The first step was preparing the canvas, so to speak, steps it”s so necessary to do well. “A lot of your project is just getting started,” he acknowledged.
After painting walls a uniform gray as a background, Nolan began with a framework of tree trunks and limbs that extended onto the ceiling. Then, using a combination of air brush, paint brushes and a modified air gun he devised himself, he filled the walls with lush ferns, palms and exotic flowering plants. Blue waterfalls cascade at intervals.
“I wanted this to be a focal point,” he said, indicating the largest waterfall, crowned by a radiant sun and plummeting to the blue-gray tile floor in a frothy foam. Celeta selected the tile color for its resemblance to water.
Nolan incorporated the multiple windows and doors. Windows along one wall have been painted into the scene. The opposite wall of windows looks out onto a new solarium.
The project is nearing completion. The birds, currently housed in an adjoining room, will take up residence soon, with their roomy cages. For now, they serenade Nolan — as only macaws and parrots can — while he works.
Admiring the back porch metamorphosis, Celeta remarked, “It”s really beautiful when the natural sunlight hits it and picks up all the colors. It”s exceeded our expectations.” Peaches, a magnificent macaw appropriately named for its pale sherbet color, sits on her arm and apparently agrees. He emits a remarkably human-like laugh. The rescue bird from Hurricane Katrina was adopted by the Holzhauers when the former owner, a Columbus Air Force Base major, had to move.
Avian community
Several of the other birds — which include Wilbur Berry, Scarlett, Cassie (formerly Casanova, before blood-typing revealed he was a she), Jodie and Jordan — have also been adopted from former homes.
And then there”s Ollie. At 20, he”s the senior citizen, and the “smartest cat in the house,” chuckled Celeta. The African gray parrot is the alpha bird of the Holzhauer”s aviary.

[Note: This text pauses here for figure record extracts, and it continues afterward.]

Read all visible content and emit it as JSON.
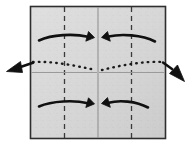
{
  "figure": {
    "kind": "origami-fold-diagram",
    "title": "",
    "canvas": {
      "width": 191,
      "height": 153,
      "background": "#ffffff"
    }
  },
  "paper": {
    "name": "square-sheet",
    "x": 30.5,
    "y": 6.5,
    "width": 135,
    "height": 132,
    "fill": "#d6d6d6",
    "stroke": "#2e2e2e",
    "stroke_width": 1.6,
    "texture": "speckled-paper"
  },
  "crease_lines": [
    {
      "id": "valley-left",
      "label": "left vertical crease",
      "orientation": "vertical",
      "style": "dashed",
      "x1": 64.5,
      "y1": 7,
      "x2": 64.5,
      "y2": 138,
      "color": "#3a3a3a",
      "width": 1.3,
      "dash": "5,4"
    },
    {
      "id": "valley-right",
      "label": "right vertical crease",
      "orientation": "vertical",
      "style": "dashed",
      "x1": 131.5,
      "y1": 7,
      "x2": 131.5,
      "y2": 138,
      "color": "#3a3a3a",
      "width": 1.3,
      "dash": "5,4"
    },
    {
      "id": "center-vert",
      "label": "center vertical crease",
      "orientation": "vertical",
      "style": "solid",
      "x1": 98.0,
      "y1": 7,
      "x2": 98.0,
      "y2": 138,
      "color": "#8d8d8d",
      "width": 1.0,
      "dash": "none"
    },
    {
      "id": "center-horiz-left",
      "label": "left half horizontal crease",
      "orientation": "horizontal",
      "style": "solid",
      "x1": 31,
      "y1": 72.5,
      "x2": 97,
      "y2": 72.5,
      "color": "#9a9a9a",
      "width": 1.0,
      "dash": "none"
    },
    {
      "id": "center-horiz-right",
      "label": "right half horizontal crease",
      "orientation": "horizontal",
      "style": "solid",
      "x1": 99,
      "y1": 72.5,
      "x2": 165,
      "y2": 72.5,
      "color": "#9a9a9a",
      "width": 1.0,
      "dash": "none"
    }
  ],
  "dotted_guides": [
    {
      "id": "hidden-edge-left",
      "label": "hidden layer guide, left side",
      "path": "M 33 62 C 55 61 76 66 96 70",
      "color": "#1a1a1a",
      "width": 2.4,
      "dash": "0.6,5.2"
    },
    {
      "id": "hidden-edge-right",
      "label": "hidden layer guide, right side",
      "path": "M 102 70 C 122 65 144 61 163 62",
      "color": "#1a1a1a",
      "width": 2.4,
      "dash": "0.6,5.2"
    }
  ],
  "motion_arrows": [
    {
      "id": "arrow-top-left",
      "label": "fold top-left panel to the right",
      "direction": "right",
      "path": "M 39 40.5 C 52 34.5 74 33.5 88 36.8",
      "head": "M 88.5 31.5 L 94.5 37.6 L 85.8 41.2 Z",
      "color": "#111111",
      "width": 2.6
    },
    {
      "id": "arrow-top-right",
      "label": "fold top-right panel to the left",
      "direction": "left",
      "path": "M 155 41.5 C 142 34.8 121 33.6 108.5 36.6",
      "head": "M 107.5 31.5 L 101.5 37.4 L 110.3 41.2 Z",
      "color": "#111111",
      "width": 2.6
    },
    {
      "id": "arrow-bottom-left",
      "label": "fold bottom-left panel to the right",
      "direction": "right",
      "path": "M 39 106.5 C 52 100.8 74 100 88 103.2",
      "head": "M 88.5 97.8 L 94.5 103.9 L 85.8 107.5 Z",
      "color": "#111111",
      "width": 2.6
    },
    {
      "id": "arrow-bottom-right",
      "label": "fold bottom-right panel to the left",
      "direction": "left",
      "path": "M 148 107.5 C 136 101 119 99.8 108.5 102.8",
      "head": "M 107.5 97.6 L 101.5 103.5 L 110.3 107.3 Z",
      "color": "#111111",
      "width": 2.6
    },
    {
      "id": "arrow-pull-left",
      "label": "pull left edge outward",
      "direction": "out-left",
      "path": "M 33 62.8 L 19 67.5",
      "head": "M 6.5 71.5 L 20.5 61.5 L 22.5 72.5 Z",
      "color": "#111111",
      "width": 2.6
    },
    {
      "id": "arrow-pull-right",
      "label": "pull right edge outward",
      "direction": "out-right",
      "path": "M 163 62.5 L 172 69",
      "head": "M 184.5 81.5 L 169.5 73.5 L 177.5 65 Z",
      "color": "#111111",
      "width": 2.6
    }
  ]
}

“Jim had Ollie when we got married, and I just fell in love with him,” admitted Celeta. “He”s so intelligent. He even speaks German.”
Her husband bragged on Ollie, too. “He mimics perfectly; he can sound just like me, or Celeta, or the smoke alarm or the telephone,” he smiled.
Leaving a mark
For Nolan, the rainforest room has become one of his favorite projects, and he”s had plenty.

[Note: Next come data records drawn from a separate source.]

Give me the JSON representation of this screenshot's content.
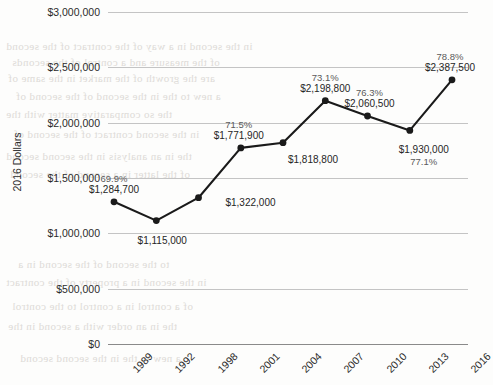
{
  "chart_data": {
    "type": "line",
    "title": "",
    "xlabel": "",
    "ylabel": "2016 Dollars",
    "categories": [
      "1989",
      "1992",
      "1998",
      "2001",
      "2004",
      "2007",
      "2010",
      "2013",
      "2016"
    ],
    "values": [
      1284700,
      1115000,
      1322000,
      1771900,
      1818800,
      2198800,
      2060500,
      1930000,
      2387500
    ],
    "value_labels": [
      "$1,284,700",
      "$1,115,000",
      "$1,322,000",
      "$1,771,900",
      "$1,818,800",
      "$2,198,800",
      "$2,060,500",
      "$1,930,000",
      "$2,387,500"
    ],
    "percent_labels": [
      "69.9%",
      "",
      "",
      "71.5%",
      "",
      "73.1%",
      "76.3%",
      "77.1%",
      "78.8%"
    ],
    "ylim": [
      0,
      3000000
    ],
    "ytick_labels": [
      "$3,000,000",
      "$2,500,000",
      "$2,000,000",
      "$1,500,000",
      "$1,000,000",
      "$500,000",
      "$0"
    ],
    "ytick_values": [
      3000000,
      2500000,
      2000000,
      1500000,
      1000000,
      500000,
      0
    ],
    "grid": true,
    "legend": "none",
    "series_color": "#1a1a1a",
    "grid_color": "#c4c4c4",
    "axis_color": "#8a8a8a"
  },
  "bleed_text": {
    "lines": [
      "in the second in a way of the contract of the second",
      "of the measure and a control of the seconds",
      "are the growth of the market in the same of",
      "a new to the in the second of the second of",
      "the so comparative matter with the",
      "in the second contract of the second of",
      "the in an analysis in the second second",
      "of the latter in a second of the second",
      "to the second of the second in a",
      "in the second in a property of the contract",
      "of a control in a control to the control",
      "the in an order with a second in the",
      "a new to the in the second second"
    ]
  }
}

His 1930s-era movie house tableau in Starkville”s Hollywood Premier Cinema, his ocean-going mural at Oyster Bay Restaurant in Tuscaloosa, Ala., and his Columbus landmarks mural at Cafe on Main are seen by hundreds of people daily.
At Hollywood Premier, Nolan”s “John Travolta,” in his “Saturday Night Fever” disco pose, is a nod to the theater owners” first date, which was to see the 1977 movie. The same couple, after acquiring a vintage billiard table for their home, had the self-taught artist paint the setting to resemble an “old-fashioned Victorian room.”

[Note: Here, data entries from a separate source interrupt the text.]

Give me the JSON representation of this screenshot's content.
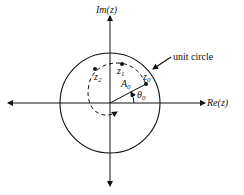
{
  "diagram": {
    "axes": {
      "vertical_label": "Im(z)",
      "horizontal_label": "Re(z)"
    },
    "annotations": {
      "circle_label": "unit circle",
      "magnitude_label": "A",
      "magnitude_sub": "0",
      "angle_label": "θ",
      "angle_sub": "0"
    },
    "points": [
      {
        "name": "z",
        "sub": "0"
      },
      {
        "name": "z",
        "sub": "1"
      },
      {
        "name": "z",
        "sub": "2"
      }
    ],
    "colors": {
      "ink": "#111111",
      "background": "#ffffff"
    }
  }
}
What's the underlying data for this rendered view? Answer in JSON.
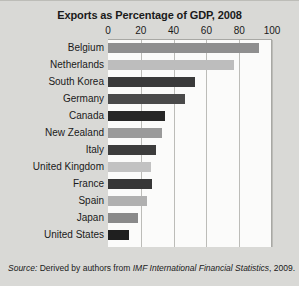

The former toymaker created a multi-room wonderland at a daycare facility in Columbus, has an Italian cafe scene at Aurora Australis Health and Rehabilitation, wall murals on the Gulf Coast, and has even been asked to add his special touch to a guitar or two in Nashville, Tenn., where his singer/songwriter daughter, Desiré, has moved to record.
Nolan also recently mounted an exhibit of framed art at a Nashville gallery. One of his next projects is a church baptistery. No project seems to be beyond his imagination.
But for now, there are finishing touches to add to the rainforest, like extending the jungle onto the window casings, blending the acrylic flora with the view of greenery outside. Even if Peaches, Ollie and friends can”t appreciate the detail Bob Nolan wants to bring to this unique environ, the Holzhauers do.
“We never thought the back porch would be our favorite room in the house, but it”s beautiful,” said Celeta. “With the rainforest room out here now, I think this house is surely smiling.”
Jan Swoope is the Lifestyles Editor for The Commercial Dispatch.